A Library of the History of Ancient China
A curated collection of scholarly publications and didactic studies treating of the ancient Chinese realms, their systems of governance, ritual constitution, and enduring civilisational inheritance.
The Shang Dynasty: State Structure and Systems of Measurement
A comprehensive historiographical examination of the Shang polity, its early state formation, ritual-administrative hierarchy, bronze culture, and metrological foundations, considered within the broader evolution of Chinese civilisation.
The Zhou Dynasty (c. 1046–256 BCE): The Mandate of Heaven, Feudal Order, and the Constitutional Epoch of Chinese Civilisation
A historiographical analysis of the Zhou dynasty, treating of the emergence of the doctrine of the Mandate of Heaven, the feudal constitution of the Western Zhou, the political fragmentation of the Eastern Zhou, the Spring and Autumn and Warring States periods, the intellectual efflorescence of the Hundred Schools, and the institutional foundations that informed the later Qin and Han empires.

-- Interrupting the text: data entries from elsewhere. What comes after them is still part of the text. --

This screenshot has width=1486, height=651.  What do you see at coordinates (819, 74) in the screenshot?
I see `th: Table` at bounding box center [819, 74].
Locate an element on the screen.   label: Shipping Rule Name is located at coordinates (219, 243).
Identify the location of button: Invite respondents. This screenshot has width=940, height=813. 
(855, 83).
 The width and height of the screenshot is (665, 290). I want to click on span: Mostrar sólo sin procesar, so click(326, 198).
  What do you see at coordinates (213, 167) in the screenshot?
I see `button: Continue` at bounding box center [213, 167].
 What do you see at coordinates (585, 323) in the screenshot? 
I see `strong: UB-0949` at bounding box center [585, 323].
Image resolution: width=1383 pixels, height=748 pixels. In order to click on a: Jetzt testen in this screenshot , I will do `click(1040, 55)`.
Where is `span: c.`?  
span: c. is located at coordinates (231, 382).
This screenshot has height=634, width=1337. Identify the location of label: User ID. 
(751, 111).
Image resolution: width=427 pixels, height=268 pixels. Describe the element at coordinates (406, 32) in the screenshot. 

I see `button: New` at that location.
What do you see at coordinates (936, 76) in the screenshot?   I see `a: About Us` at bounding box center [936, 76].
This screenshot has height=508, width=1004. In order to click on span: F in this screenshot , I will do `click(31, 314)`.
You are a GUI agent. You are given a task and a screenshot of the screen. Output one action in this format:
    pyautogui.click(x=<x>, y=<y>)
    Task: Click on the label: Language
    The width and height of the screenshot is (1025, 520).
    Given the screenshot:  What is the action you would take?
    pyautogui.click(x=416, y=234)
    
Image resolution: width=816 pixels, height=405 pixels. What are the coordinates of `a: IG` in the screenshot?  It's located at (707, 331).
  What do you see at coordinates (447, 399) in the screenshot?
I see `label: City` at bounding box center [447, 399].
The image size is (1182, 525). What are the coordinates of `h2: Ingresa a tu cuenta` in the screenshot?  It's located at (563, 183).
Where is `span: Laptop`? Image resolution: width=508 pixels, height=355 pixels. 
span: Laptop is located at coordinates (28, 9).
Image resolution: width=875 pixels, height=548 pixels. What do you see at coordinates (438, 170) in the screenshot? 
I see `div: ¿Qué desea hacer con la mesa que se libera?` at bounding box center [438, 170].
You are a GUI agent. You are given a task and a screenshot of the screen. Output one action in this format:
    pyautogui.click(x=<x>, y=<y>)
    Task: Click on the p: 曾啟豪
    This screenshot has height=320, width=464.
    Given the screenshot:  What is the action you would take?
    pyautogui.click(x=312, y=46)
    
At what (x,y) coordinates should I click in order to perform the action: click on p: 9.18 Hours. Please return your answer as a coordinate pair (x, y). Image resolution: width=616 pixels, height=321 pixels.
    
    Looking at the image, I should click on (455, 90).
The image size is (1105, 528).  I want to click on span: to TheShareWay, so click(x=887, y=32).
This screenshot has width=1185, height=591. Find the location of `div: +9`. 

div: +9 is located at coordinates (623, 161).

The Qin Dynasty (221–206 BCE): Historiographical Structure, Ideological Reversal, and the Birth of Empire
A critical historiographical survey of the Qin dynasty, examining its Legalist administrative reforms, imperial centralisation, standardisation of script and measurement, and the institutional architecture that established the first unified Chinese empire.
The Han Dynasty (202 BCE – 220 CE): Moral Consolidation and the Canonisation of the Imperial State
An analytical study of the Han dynasty as the first enduring imperial regime of China, examining its inheritance of Qin institutions, the Confucian synthesis under Emperor Wu, bureaucratic maturation, territorial expansion, and the cosmological articulation of imperial sovereignty that became normative for subsequent Chinese civilisation.